First US patient gets total heart replacement with CARMAT device

An experimental artificial heart developed by French medical device specialist CARMAT has been implanted into the first of 10 subjects due to be enrolled in a US trial.

The Aeson bioprosthetic device has already been implanted in a number of European patients with end-stage biventricular heart failure – affecting both sides of the heart – and shown that it can keep them alive for months, even after they have been sent home for hospital.

The first US implant was carried out as part of the CARMAT’s Early Feasibility Study (EFS), which is testing Aeson’s ability to keep patients alive for six months after implantation, buying time for a heart transplant.

The implant was carried out by heart surgeons at Duke University Hospital in Durham, North Carolina, one of three US centres trained to screen eligible heart failure patients and carry out the procedure.

The primary endpoint of the trial is patient survival at 180 days post-implant, or a successful cardiac transplantation. The protocol calls for three patients to have artificial heart implanted and followed up for at least 60 days before the remaining seven patients can be treated.

Last year, CARMAT secured reimbursement approval for Aeson from the Centres for Medicare & Medicaid Services (CMS).

Heart replacement pumps can restore cardiac function in patients with end-stage biventricular heart failure, but require patients to stay in hospital. Total artificial heart devices like Aeson are designed to allow patients to go home and return to their usual activities.

To achieve that, the device has to be able to sense changes in blood pressure and adapt its pumping activity to emulate normal heart activity as closely as possible, for example during physical activity, with minimal need for adjustment.
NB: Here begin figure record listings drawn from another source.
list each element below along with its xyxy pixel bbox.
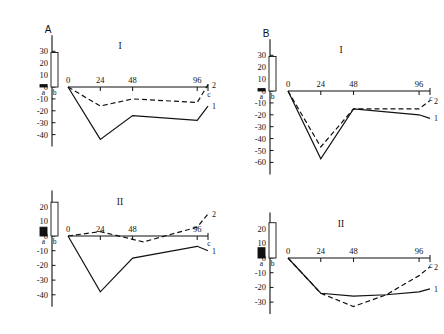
panel-title-i: I (339, 45, 342, 55)
x-axis-tick-label-c: c (207, 239, 211, 248)
curve-label-1: 1 (434, 114, 438, 123)
x-axis-tick-label: 96 (193, 75, 202, 85)
x-axis-tick-label: 24 (96, 75, 105, 85)
curve-2-dashed (288, 91, 430, 147)
curve-1-solid (68, 87, 208, 139)
curve-label-2: 2 (212, 81, 216, 90)
x-axis-tick-label: 0 (286, 79, 290, 89)
x-axis-tick-label-c: c (429, 261, 433, 270)
panel-letter-b: B (263, 28, 270, 39)
curve-label-1: 1 (434, 285, 438, 294)
y-axis-tick-label: -30 (37, 275, 48, 285)
y-axis-tick-label: -30 (255, 122, 266, 132)
y-axis-tick-label: 10 (258, 238, 267, 248)
curve-label-2: 2 (434, 263, 438, 272)
y-axis-tick-label: -60 (255, 157, 266, 167)
bar-label-b: b (271, 92, 275, 101)
panel-title-ii: II (338, 219, 344, 229)
y-axis-tick-label: -40 (37, 130, 48, 140)
y-axis-tick-label: -10 (37, 246, 48, 256)
figure-container: 3020100-10-20-30-40ab0244896c12AI20100-1… (0, 0, 444, 334)
curve-2-dashed (68, 85, 208, 106)
x-axis-tick-label: 24 (317, 79, 326, 89)
bar-a (40, 85, 47, 87)
x-axis-tick-label: 48 (349, 246, 358, 256)
panel-b-i: 3020100-10-20-30-40-50-60ab0244896c12BI (255, 28, 438, 174)
y-axis-tick-label: -30 (37, 118, 48, 128)
bar-b (51, 202, 58, 236)
curve-1-solid (68, 236, 208, 292)
y-axis-tick-label: 20 (40, 58, 49, 68)
bar-label-b: b (271, 259, 275, 268)
curve-label-1: 1 (212, 247, 216, 256)
x-axis-tick-label: 48 (128, 224, 137, 234)
y-axis-tick-label: -20 (37, 106, 48, 116)
bar-label-b: b (53, 88, 57, 97)
x-axis-tick-label: 0 (66, 224, 70, 234)
curve-label-1: 1 (212, 102, 216, 111)
curve-label-2: 2 (212, 210, 216, 219)
curve-1-solid (288, 258, 430, 296)
figure-plot-area: 3020100-10-20-30-40ab0244896c12AI20100-1… (0, 0, 444, 334)
curve-2-dashed (68, 214, 208, 242)
panel-a-i: 3020100-10-20-30-40ab0244896c12AI (37, 24, 216, 146)
y-axis-tick-label: -20 (255, 282, 266, 292)
bar-b (269, 56, 276, 91)
bar-label-b: b (53, 237, 57, 246)
y-axis-tick-label: 10 (258, 74, 267, 84)
x-axis-tick-label: 96 (193, 224, 202, 234)
panel-letter-a: A (45, 24, 52, 35)
bar-a (258, 248, 265, 258)
panel-b-ii: 20100-10-20-30ab0244896c12II (255, 213, 438, 315)
x-axis-tick-label: 48 (128, 75, 137, 85)
curve-1-solid (288, 91, 430, 159)
panel-title-i: I (118, 41, 121, 51)
panel-a-ii: 20100-10-20-30-40ab0244896c12II (37, 191, 216, 307)
x-axis-tick-label-c: c (429, 94, 433, 103)
x-axis-tick-label: 96 (415, 246, 424, 256)
y-axis-tick-label: -40 (37, 290, 48, 300)
x-axis-tick-label: 0 (286, 246, 290, 256)
y-axis-tick-label: -40 (255, 134, 266, 144)
y-axis-tick-label: -10 (255, 268, 266, 278)
x-axis-tick-label: 0 (66, 75, 70, 85)
y-axis-tick-label: 30 (258, 50, 267, 60)
y-axis-tick-label: -20 (255, 110, 266, 120)
panel-title-ii: II (117, 197, 123, 207)
x-axis-tick-label-c: c (207, 90, 211, 99)
bar-a (258, 89, 265, 91)
curve-2-dashed (288, 258, 430, 307)
bar-b (269, 223, 276, 258)
y-axis-tick-label: 10 (40, 216, 49, 226)
y-axis-tick-label: 30 (40, 46, 49, 56)
x-axis-tick-label: 96 (415, 79, 424, 89)
bar-b (51, 52, 58, 87)
x-axis-tick-label: 24 (317, 246, 326, 256)
bar-a (40, 227, 47, 236)
x-axis-tick-label: 48 (349, 79, 358, 89)
y-axis-tick-label: 20 (258, 62, 267, 72)
y-axis-tick-label: -30 (255, 297, 266, 307)
y-axis-tick-label: 20 (258, 224, 267, 234)
curve-label-2: 2 (434, 97, 438, 106)
y-axis-tick-label: 20 (40, 202, 49, 212)
y-axis-tick-label: -50 (255, 146, 266, 156)
y-axis-tick-label: -20 (37, 260, 48, 270)
y-axis-tick-label: 10 (40, 70, 49, 80)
A recently-published study of the first 10 European recipients of Aeson showed that the artificial heart could be switched to “auto-mode” and maintain appropriate cardiac output, with just a few adjustments to its setting over almost five years of aggregated follow-up, including one patient who has lived with the artificial heart for two years.
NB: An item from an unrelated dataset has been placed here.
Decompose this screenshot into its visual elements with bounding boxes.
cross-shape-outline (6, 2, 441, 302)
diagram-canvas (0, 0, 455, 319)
Most adjustments were performed during the first 30 days after device placement. Only four were done after the patient went home from the hospital: a rate of about 1 change per 11 months, according to a study published in the ASAIO journal last month.

Six of the patients received the device as a bridge to transplantation, while in four it was implanted as a permanent heart replacement.

In Europe, CARMAT secured CE Mark approval for Aeson in December as a transplant-bridging device, and is preparing for commercial launches, initially in Germany. It is also rolling out the artificial heart in France within the framework of a 52-patient clinical trial.